The Lord Himself, wishing to purge us of all worldly care, exhorts us not to bother about what we eat or wear, but to have only a single concern: how to be saved ‘as a roe from the snare and as a bird from the net’ (Prov. 6:5. LXX), in this way gaining the quick-sightedness of the roe and the soaring flight of the bird. It is truly remarkable that these things are said by King Solomon; and his father, too, said the same. Both of them lived, in virtue and wisdom with great attentiveness and many ascetic struggles.
Yet, after being granted so many gifts of grace and even the manifestation of God, they were overcome, alas, by sin: the first lamented both murder and adultery, while the second committed many terrible acts (cf. 2 Sam. chs. 11-12; 1 Kgs. ch. 11). As St John Klimakos and Philimon the Ascetic put it, does this not fill anyone of understanding with fear and terror? In our weakness, how can we not shudder and try to escape from the distractions of this life, we who are nothing and who are as insensate as brutes?
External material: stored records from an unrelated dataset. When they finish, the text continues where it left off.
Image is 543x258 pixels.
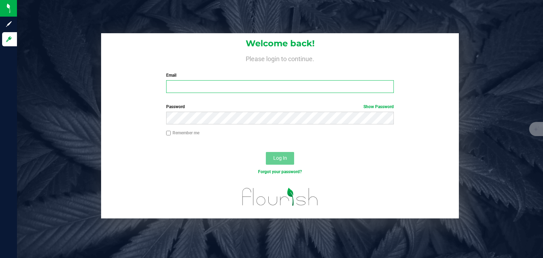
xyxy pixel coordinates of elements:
[166,104,185,109] span: Password
[236,183,325,211] img: flourish_logo.svg
[101,54,459,62] h4: Please login to continue.
[101,39,459,48] h1: Welcome back!
[274,155,287,161] span: Log In
[5,36,12,43] inline-svg: Log in
[266,152,294,165] button: Log In
[364,104,394,109] a: Show Password
[166,72,395,79] label: Email
[258,169,302,174] a: Forgot your password?
[5,21,12,28] inline-svg: Sign up
[166,130,200,136] label: Remember me
[166,131,171,136] input: Remember me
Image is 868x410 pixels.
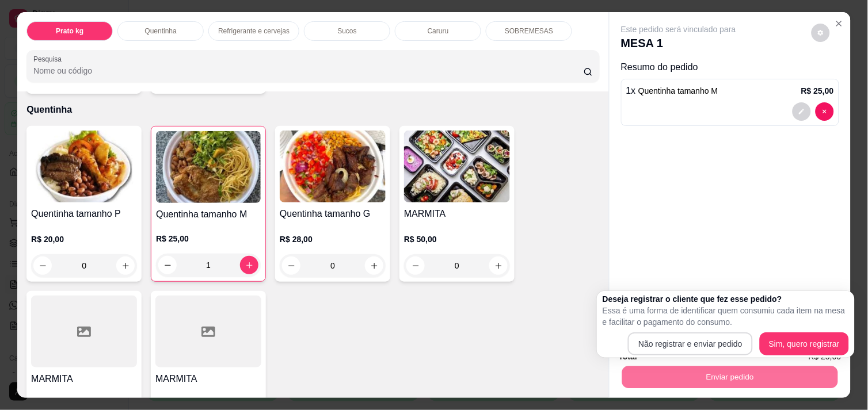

Wretched as I am, would that I had been true to my nature, as animals are; for the dog is better than I.
The Lord Himself, wishing to purge us of all worldly care, exhorts us not to bother about what we eat or wear, but to have only a single concern: how to be saved ‘as a roe from the snare and as a bird from the net’ (Prov. 6:5. LXX), in this way gaining the quick-sightedness of the roe and the soaring flight of the bird. It is truly remarkable that these things are said by King Solomon; and his father, too, said the same. Both of them lived, in virtue and wisdom with great attentiveness and many ascetic struggles.
Yet, after being granted so many gifts of grace and even the manifestation of God, they were overcome, alas, by sin: the first lamented both murder and adultery, while the second committed many terrible acts (cf. 2 Sam. chs. 11-12; 1 Kgs. ch. 11). As St John Klimakos and Philimon the Ascetic put it, does this not fill anyone of understanding with fear and terror? In our weakness, how can we not shudder and try to escape from the distractions of this life, we who are nothing and who are as insensate as brutes? Wretched as I am, would that I had been true to my nature, as animals are; for the dog is better than I.